Once more he reaches the security of his own ship, and looking back for the
last time to the entrance of the creek, he sees the full moon white and shining in all
its summer glory rise above the tall trees, bathing the creek in loveliness and light.
A night-jar churrs from the bracken on the hills, a fish breaks the surface of
the water with a little plopping sound, and slowly his ship turns to meet the
incoming tide, and the creek is hidden from him.

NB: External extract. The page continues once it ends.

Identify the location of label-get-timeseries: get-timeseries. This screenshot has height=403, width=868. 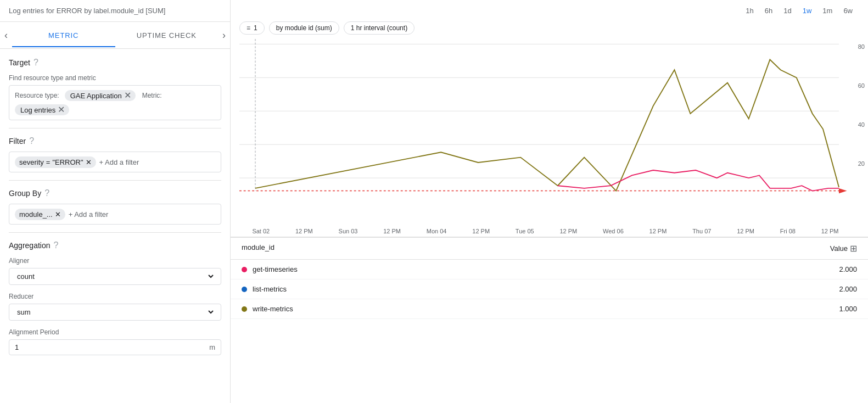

The yachtsman goes below to the snug security of his cabin, and browsing
amongst his books he finds at last the thing for which he has been searching. It is a
map of Cornwall, ill-drawn and inaccurate, picked up in an idle moment in a Truro
bookshop. The parchment is faded and yellow, the markings indistinct. The
spelling belongs to another century. Helford river is traced fairly enough, and so are
the hamlets of Constantine and Gweek. But the yachtsman looks away from them
to the marking of a narrow inlet, branching from the parent river, its short, twisting
course running westward into a valley. Someone has scratched the name in thin
faded characters-Frenchman's Creek.
The yachtsman puzzles awhile over the name, then shrugs his shoulders and
rolls away the map. Presently he sleeps. The anchorage is still. No wind blows
upon the water, and the night-jars are silent. The yachtsman dreams -and as the tide
surges gently about his ship and the moon shines on the quiet river, soft murmurs
come to him, and the past becomes the present.